AGAIN it was the month of May, and the London season was setting in most brilliantly. The bleak east winds of early spring had blown themselves away, and gentle southern breezes fanned the gay laburnum tresses, and ruffled, as if in kindly sport, the silvery balls of the snowy Gueldres roses. Lilac and hawthorn blooms scented the air, and half the people in town went out to Bushey to see the famous avenue in all its floral beauty. The squares and parks were looking their very fairest in their rich liveries of tender green, as yet undefiled by dust or London smoke; and not only were the horse-chestnuts gorgeous with their delicate, rich spirals, but the sycamore was hanging out its emerald tassels, the mountain-ash was brilliant with its many creamy cymes, the poplar showered upon the fresh upsprung turf his crimson stamened catkins, and the noble plane cast green and golden lights through his leafy branches on happy children playing in the shade.

And carriages rolled along the busy streets, and Rotten Row was once more in its glory, for it was the annual festival of May fair, and wealth and rank and beauty met to sun themselves once again in the warmth and brightness of "society." But how with those who held no rank, whose purse was nearly empty, whose home was not at the gay West-end, but in the hot and noisy city, or in the dreary eastern suburbs, where pestilence so often alights, and lingers long and fatally?

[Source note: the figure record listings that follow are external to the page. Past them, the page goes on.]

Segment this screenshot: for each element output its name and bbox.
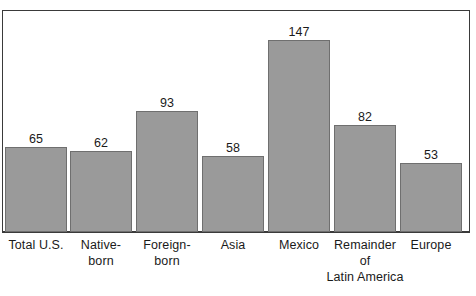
- bar-value-label: 62: [70, 137, 132, 150]
- bar-value-label: 58: [202, 142, 264, 155]
- bar-chart: 65 62 93 58 147 82 53 Total U.S.: [0, 0, 476, 296]
- bar-value-label: 53: [400, 149, 462, 162]
- category-label-foreign-born: Foreign- born: [136, 237, 198, 269]
- category-label-europe: Europe: [400, 237, 462, 253]
- bar-group-mexico: 147: [268, 40, 330, 232]
- bar-group-remainder-latin-america: 82: [334, 125, 396, 232]
- category-label-total-us: Total U.S.: [5, 237, 67, 253]
- category-label-native-born: Native- born: [70, 237, 132, 269]
- bar-value-label: 82: [334, 111, 396, 124]
- bar-remainder-latin-america[interactable]: [334, 125, 396, 232]
- bar-asia[interactable]: [202, 156, 264, 232]
- bar-group-asia: 58: [202, 156, 264, 232]
- category-label-asia: Asia: [202, 237, 264, 253]
- category-label-remainder-latin-america: Remainder of Latin America: [322, 237, 408, 285]
- category-label-mexico: Mexico: [268, 237, 330, 253]
- bars-layer: 65 62 93 58 147 82 53: [0, 0, 476, 232]
- bar-native-born[interactable]: [70, 151, 132, 232]
- bar-total-us[interactable]: [5, 147, 67, 232]
- category-labels-layer: Total U.S. Native- born Foreign- born As…: [0, 232, 476, 296]
- bar-value-label: 65: [5, 133, 67, 146]
- bar-value-label: 93: [136, 97, 198, 110]
- bar-group-total-us: 65: [5, 147, 67, 232]
- bar-foreign-born[interactable]: [136, 111, 198, 232]
- bar-europe[interactable]: [400, 163, 462, 232]
- bar-group-europe: 53: [400, 163, 462, 232]
- bar-group-native-born: 62: [70, 151, 132, 232]
- bar-mexico[interactable]: [268, 40, 330, 232]
- bar-group-foreign-born: 93: [136, 111, 198, 232]
- bar-value-label: 147: [268, 26, 330, 39]
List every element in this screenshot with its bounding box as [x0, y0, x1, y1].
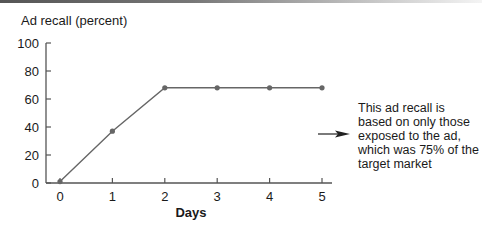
x-tick-label: 4 [266, 189, 273, 204]
line-chart: 020406080100012345Days [0, 0, 482, 228]
data-point [110, 129, 115, 134]
x-axis-title: Days [175, 205, 206, 220]
y-tick-label: 20 [25, 148, 39, 163]
data-point [319, 85, 324, 90]
x-tick-label: 1 [109, 189, 116, 204]
x-tick-label: 3 [214, 189, 221, 204]
data-point [215, 85, 220, 90]
y-tick-label: 0 [32, 176, 39, 191]
x-tick-label: 2 [161, 189, 168, 204]
y-tick-label: 40 [25, 120, 39, 135]
data-point [267, 85, 272, 90]
y-tick-label: 60 [25, 92, 39, 107]
y-tick-label: 80 [25, 64, 39, 79]
x-tick-label: 0 [56, 189, 63, 204]
data-point [162, 85, 167, 90]
x-tick-label: 5 [318, 189, 325, 204]
data-point [57, 179, 62, 184]
y-tick-label: 100 [17, 36, 39, 51]
data-line [60, 88, 322, 182]
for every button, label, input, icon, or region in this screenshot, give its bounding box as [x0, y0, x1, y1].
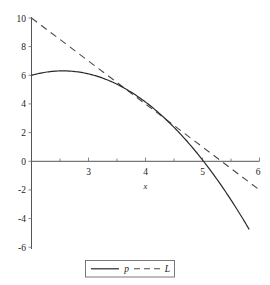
y-tick-label: 10	[17, 14, 27, 24]
x-tick-labels: 3 4 5 6	[86, 167, 261, 177]
y-tick-label: -2	[18, 185, 26, 195]
x-tick-label: 4	[143, 167, 148, 177]
legend: p L	[86, 261, 175, 278]
y-tick-label: 4	[21, 99, 26, 109]
y-tick-label: 2	[21, 128, 26, 138]
axes-group	[32, 17, 260, 249]
y-tick-label: -6	[18, 243, 26, 253]
y-tick-label: 8	[21, 42, 26, 52]
x-tick-marks	[60, 158, 260, 162]
y-tick-label: -4	[18, 214, 26, 224]
y-tick-labels: 10 8 6 4 2 0 -2 -4 -6	[17, 14, 27, 253]
plot-canvas: 10 8 6 4 2 0 -2 -4 -6 3 4 5 6	[0, 0, 270, 285]
y-tick-label: 0	[21, 157, 26, 167]
x-axis-title: x	[143, 181, 148, 191]
legend-label-p: p	[123, 264, 129, 274]
series-curve-p	[32, 71, 250, 230]
x-tick-label: 5	[200, 167, 205, 177]
x-tick-label: 6	[256, 167, 261, 177]
series-line-L	[32, 18, 260, 190]
y-tick-label: 6	[21, 71, 26, 81]
plot-figure: 10 8 6 4 2 0 -2 -4 -6 3 4 5 6	[0, 0, 270, 285]
data-curves	[32, 18, 260, 229]
legend-label-l: L	[164, 264, 170, 274]
x-tick-label: 3	[86, 167, 91, 177]
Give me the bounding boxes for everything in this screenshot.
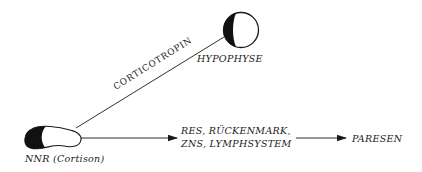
hypophyse-gland-icon bbox=[223, 13, 258, 48]
paresen-label: PARESEN bbox=[352, 134, 402, 144]
hypophyse-label: HYPOPHYSE bbox=[197, 54, 263, 64]
targets-label-line2: ZNS, LYMPHSYSTEM bbox=[181, 139, 292, 149]
nnr-adrenal-icon bbox=[25, 126, 81, 149]
targets-label-line1: RES, RÜCKENMARK, bbox=[181, 126, 291, 136]
nnr-label: NNR (Cortison) bbox=[25, 154, 105, 164]
corticotropin-edge bbox=[76, 37, 224, 128]
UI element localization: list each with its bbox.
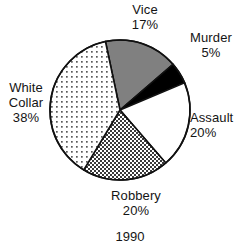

How was it with those who had to toil for subsistence, for common food, from day to

day, and for barest necessaries of mere raiment? What was it to them that the sun shone brightly, that the sweet springtide was blooming into early summer? What to them were the smiling faces, and the high-born beauties in the parks? What to them the delicate robes the modiste furnished forth, or the priceless gems that night after night flashed upon the queenly brows of England's loveliest, proudest daughters? What to them the rose-red heart of the horse-chestnut's pure white petal? What to them the fragrant hawthorn, the perfume of the lilac clusters, and the odour of the lilies? Such blessings are for the favoured children of Belgravia and its lordly environs, for the aristocratic dames and maids of Kensington and Kew, and far-famed Richmond Hill, and not for the sons and daughters of Spitalfields or Bethnal Green, or the pale children of many a sordid region on the Surrey side.

Something like this Cyril Denham had written for an ephemeral "weekly" that had suddenly sprung into existence, and was boasting great things of its powers and prospects, and rising circulation. Cyril had had the good fortune to be retained on the staff of this new bantling of the fourth estate, and he was thankful indeed for the engagement, which had been secured quite unexpectedly, for this was all the regular work he had, for which he was duly and regularly paid. It kept the wolf just outside the doorway still, albeit the grim beast often howled so ominously that Cyril's heart sank within him, and his pen fell from his tired fingers, while he bowed his head in all the desolation of despair. He had left Arundel Street by this time, Mrs. Stalker's chambers being far too expensive for his reduced resources. He had taken one room only in a dingy house, in a dull and dingy street in Clerkenwell; and he was living most abstemiously, working hard, and practising all kinds of self-denial, such as he had never dreamed of in his happier days.